Vinnie Ream
Melissa Dakakis tells how Vinnie Ream was nearly kicked out of the Capitol for polical interference in the impeachment of Andrew Johnson.
“In 1868, while at work on the plaster model for the Lincoln statue, Ream also became embroiled in the impeachment proceedings against President Andrew Johnson. When Senator Edmund Ross of Kansas, a family friend who lodged at the Ream residence on Capitol Hill, cast the decisive vote against removing Johnson from office, Ream was accused of influencing his vote. Radical Republicans, such as Thaddeus Stevens who had earlier supported her bid for the Lincoln commission, targeted her with an order to evacuate her Capitol studio and to take the unfinished Lincoln statue with her. Only when Henry Kirke Brown and John Quincy Adams Ward, powerful New York sculptors, intervened on her behalf was she allowed to remain in her workplace.” – Melissa Dakakis.
Dabakis, Melissa. “Sculpting Lincoln: Vinnie Ream, Sarah Fisher Ames, and the Equal Rights Movement.” American Art, vol. 22, no. 1, 2008, pp. 78–101. JSTOR, www.jstor.org/stable/10.1086/587917.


● DIRECTIONS FOR THIS TASK
Every record should be copied exactly, and the images omitted.

● RECORDED DATA

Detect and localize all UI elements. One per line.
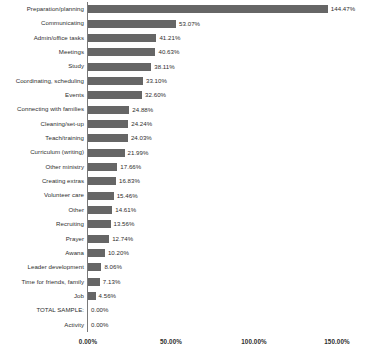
bar-row: Awana10.20% [0, 246, 378, 260]
bar-value-label: 7.13% [103, 278, 121, 286]
category-label: Preparation/planning [1, 2, 87, 16]
category-label: Events [1, 88, 87, 102]
bar [88, 106, 129, 114]
bar-and-value: 12.74% [88, 232, 133, 246]
bar-row: Meetings40.63% [0, 45, 378, 59]
bar-row: Preparation/planning144.47% [0, 2, 378, 16]
plot-area: Preparation/planning144.47%Communicating… [0, 0, 378, 334]
bar [88, 163, 117, 171]
bar-row: Curriculum (writing)21.99% [0, 145, 378, 159]
bar-row: Creating extras16.83% [0, 174, 378, 188]
bar [88, 263, 101, 271]
bar-value-label: 38.11% [154, 63, 175, 71]
bar-and-value: 24.03% [88, 131, 152, 145]
bar-value-label: 17.66% [120, 163, 141, 171]
bar-value-label: 41.21% [159, 34, 180, 42]
bar [88, 48, 155, 56]
bar-and-value: 17.66% [88, 160, 141, 174]
category-label: Curriculum (writing) [1, 145, 87, 159]
bar [88, 192, 114, 200]
bar-value-label: 33.10% [146, 77, 167, 85]
bar-value-label: 32.60% [145, 91, 166, 99]
x-axis-tick: 150.00% [324, 338, 350, 345]
bar-row: Coordinating, scheduling33.10% [0, 74, 378, 88]
bar [88, 177, 116, 185]
category-label: Volunteer care [1, 188, 87, 202]
category-label: Other [1, 203, 87, 217]
bar-row: Teach/training24.03% [0, 131, 378, 145]
bar-value-label: 0.00% [91, 306, 109, 314]
category-label: Communicating [1, 16, 87, 30]
category-label: Recruiting [1, 217, 87, 231]
bar [88, 235, 109, 243]
bar-row: Other14.61% [0, 203, 378, 217]
bar [88, 220, 111, 228]
bar-value-label: 14.61% [115, 206, 136, 214]
category-label: Study [1, 59, 87, 73]
bar [88, 149, 125, 157]
bar-row: Volunteer care15.46% [0, 188, 378, 202]
bar-value-label: 0.00% [91, 321, 109, 329]
bar-and-value: 21.99% [88, 145, 148, 159]
bar-row: TOTAL SAMPLE:0.00% [0, 303, 378, 317]
bar-row: Communicating53.07% [0, 16, 378, 30]
bar-row: Cleaning/set-up24.24% [0, 117, 378, 131]
category-label: Coordinating, scheduling [1, 74, 87, 88]
bar-and-value: 15.46% [88, 188, 138, 202]
category-label: Awana [1, 246, 87, 260]
x-axis-tick: 100.00% [241, 338, 267, 345]
horizontal-bar-chart: Preparation/planning144.47%Communicating… [0, 0, 378, 356]
bar-and-value: 40.63% [88, 45, 179, 59]
bar-and-value: 0.00% [88, 318, 109, 332]
bar [88, 206, 112, 214]
bar-and-value: 53.07% [88, 16, 200, 30]
bar-row: Connecting with families24.88% [0, 102, 378, 116]
bar-row: Admin/office tasks41.21% [0, 31, 378, 45]
bar-value-label: 24.24% [131, 120, 152, 128]
category-label: Time for friends, family [1, 275, 87, 289]
bar-value-label: 24.88% [132, 106, 153, 114]
bar [88, 278, 100, 286]
bar-row: Leader development8.06% [0, 260, 378, 274]
bar-value-label: 4.56% [99, 292, 117, 300]
bar-value-label: 144.47% [331, 5, 355, 13]
category-label: Activity [1, 318, 87, 332]
bar-and-value: 13.56% [88, 217, 134, 231]
bar-value-label: 8.06% [104, 263, 122, 271]
bar-value-label: 15.46% [117, 192, 138, 200]
category-label: Creating extras [1, 174, 87, 188]
bar [88, 5, 328, 13]
bar [88, 91, 142, 99]
bar-and-value: 144.47% [88, 2, 355, 16]
bar-and-value: 8.06% [88, 260, 122, 274]
category-label: Cleaning/set-up [1, 117, 87, 131]
bar-row: Events32.60% [0, 88, 378, 102]
bar-and-value: 41.21% [88, 31, 180, 45]
bar-row: Time for friends, family7.13% [0, 275, 378, 289]
bar [88, 34, 156, 42]
bar-and-value: 7.13% [88, 275, 120, 289]
bar-and-value: 10.20% [88, 246, 129, 260]
bar-value-label: 40.63% [158, 48, 179, 56]
category-label: Meetings [1, 45, 87, 59]
bar-and-value: 0.00% [88, 303, 109, 317]
bar-value-label: 10.20% [108, 249, 129, 257]
bar-row: Study38.11% [0, 59, 378, 73]
category-label: Other ministry [1, 160, 87, 174]
bar-and-value: 4.56% [88, 289, 116, 303]
bar-and-value: 24.88% [88, 102, 153, 116]
bar-row: Other ministry17.66% [0, 160, 378, 174]
bar [88, 249, 105, 257]
bar-and-value: 32.60% [88, 88, 166, 102]
bar-value-label: 24.03% [131, 134, 152, 142]
bar-and-value: 38.11% [88, 59, 175, 73]
bar-value-label: 12.74% [112, 235, 133, 243]
bar-row: Job4.56% [0, 289, 378, 303]
bar [88, 292, 96, 300]
bar-and-value: 24.24% [88, 117, 152, 131]
category-label: Prayer [1, 232, 87, 246]
bar-value-label: 13.56% [114, 220, 135, 228]
x-axis-tick: 0.00% [79, 338, 97, 345]
bar [88, 20, 176, 28]
category-label: TOTAL SAMPLE: [1, 303, 87, 317]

● RESPONSE BELOW
Detect and localize all UI elements. One per line.
bar-row: Awana10.20% [0, 246, 378, 260]
bar-value-label: 7.13% [103, 278, 121, 286]
category-label: Preparation/planning [1, 2, 87, 16]
category-label: Events [1, 88, 87, 102]
bar [88, 106, 129, 114]
bar-and-value: 12.74% [88, 232, 133, 246]
bar-row: Meetings40.63% [0, 45, 378, 59]
bar-row: Preparation/planning144.47% [0, 2, 378, 16]
plot-area: Preparation/planning144.47%Communicating… [0, 0, 378, 334]
bar [88, 163, 117, 171]
bar-row: Curriculum (writing)21.99% [0, 145, 378, 159]
bar-row: Creating extras16.83% [0, 174, 378, 188]
bar [88, 263, 101, 271]
bar-value-label: 38.11% [154, 63, 175, 71]
bar-and-value: 24.03% [88, 131, 152, 145]
bar-value-label: 17.66% [120, 163, 141, 171]
bar-value-label: 41.21% [159, 34, 180, 42]
bar [88, 48, 155, 56]
bar-and-value: 17.66% [88, 160, 141, 174]
category-label: Curriculum (writing) [1, 145, 87, 159]
bar [88, 192, 114, 200]
bar-value-label: 33.10% [146, 77, 167, 85]
bar-value-label: 32.60% [145, 91, 166, 99]
x-axis-tick: 150.00% [324, 338, 350, 345]
bar-row: Coordinating, scheduling33.10% [0, 74, 378, 88]
bar [88, 177, 116, 185]
category-label: Volunteer care [1, 188, 87, 202]
category-label: Other [1, 203, 87, 217]
bar-row: Teach/training24.03% [0, 131, 378, 145]
bar-value-label: 0.00% [91, 306, 109, 314]
category-label: Communicating [1, 16, 87, 30]
category-label: Recruiting [1, 217, 87, 231]
bar [88, 235, 109, 243]
bar-row: Other14.61% [0, 203, 378, 217]
bar [88, 220, 111, 228]
bar-value-label: 14.61% [115, 206, 136, 214]
category-label: Study [1, 59, 87, 73]
bar [88, 149, 125, 157]
bar-row: Volunteer care15.46% [0, 188, 378, 202]
bar-value-label: 0.00% [91, 321, 109, 329]
bar-and-value: 21.99% [88, 145, 148, 159]
bar-row: TOTAL SAMPLE:0.00% [0, 303, 378, 317]
bar-row: Communicating53.07% [0, 16, 378, 30]
bar-row: Cleaning/set-up24.24% [0, 117, 378, 131]
category-label: Coordinating, scheduling [1, 74, 87, 88]
bar-and-value: 15.46% [88, 188, 138, 202]
category-label: Awana [1, 246, 87, 260]
x-axis-tick: 100.00% [241, 338, 267, 345]
horizontal-bar-chart: Preparation/planning144.47%Communicating… [0, 0, 378, 356]
bar-and-value: 40.63% [88, 45, 179, 59]
bar-and-value: 0.00% [88, 318, 109, 332]
bar [88, 206, 112, 214]
bar-and-value: 53.07% [88, 16, 200, 30]
bar-row: Connecting with families24.88% [0, 102, 378, 116]
bar-row: Admin/office tasks41.21% [0, 31, 378, 45]
bar-value-label: 24.24% [131, 120, 152, 128]
category-label: Time for friends, family [1, 275, 87, 289]
bar-value-label: 24.88% [132, 106, 153, 114]
bar [88, 278, 100, 286]
bar-row: Leader development8.06% [0, 260, 378, 274]
bar-value-label: 4.56% [99, 292, 117, 300]
bar-value-label: 144.47% [331, 5, 355, 13]
category-label: Activity [1, 318, 87, 332]
bar-and-value: 13.56% [88, 217, 134, 231]
bar-value-label: 8.06% [104, 263, 122, 271]
bar-value-label: 15.46% [117, 192, 138, 200]
category-label: Creating extras [1, 174, 87, 188]
bar [88, 5, 328, 13]
bar [88, 91, 142, 99]
bar-and-value: 144.47% [88, 2, 355, 16]
bar-and-value: 8.06% [88, 260, 122, 274]
category-label: Cleaning/set-up [1, 117, 87, 131]
bar-row: Events32.60% [0, 88, 378, 102]
bar-and-value: 41.21% [88, 31, 180, 45]
bar-row: Time for friends, family7.13% [0, 275, 378, 289]
bar [88, 34, 156, 42]
bar-and-value: 7.13% [88, 275, 120, 289]
bar-and-value: 10.20% [88, 246, 129, 260]
bar-value-label: 40.63% [158, 48, 179, 56]
category-label: Meetings [1, 45, 87, 59]
bar-and-value: 0.00% [88, 303, 109, 317]
bar-value-label: 10.20% [108, 249, 129, 257]
bar-row: Study38.11% [0, 59, 378, 73]
category-label: Other ministry [1, 160, 87, 174]
bar-and-value: 4.56% [88, 289, 116, 303]
bar-and-value: 24.88% [88, 102, 153, 116]
bar-row: Other ministry17.66% [0, 160, 378, 174]
bar [88, 249, 105, 257]
bar-and-value: 32.60% [88, 88, 166, 102]
bar-value-label: 24.03% [131, 134, 152, 142]
bar-and-value: 38.11% [88, 59, 175, 73]
bar-value-label: 12.74% [112, 235, 133, 243]
bar-row: Job4.56% [0, 289, 378, 303]
bar [88, 292, 96, 300]
bar-and-value: 24.24% [88, 117, 152, 131]
category-label: Prayer [1, 232, 87, 246]
bar-value-label: 13.56% [114, 220, 135, 228]
x-axis-tick: 0.00% [79, 338, 97, 345]
bar [88, 20, 176, 28]
category-label: TOTAL SAMPLE: [1, 303, 87, 317]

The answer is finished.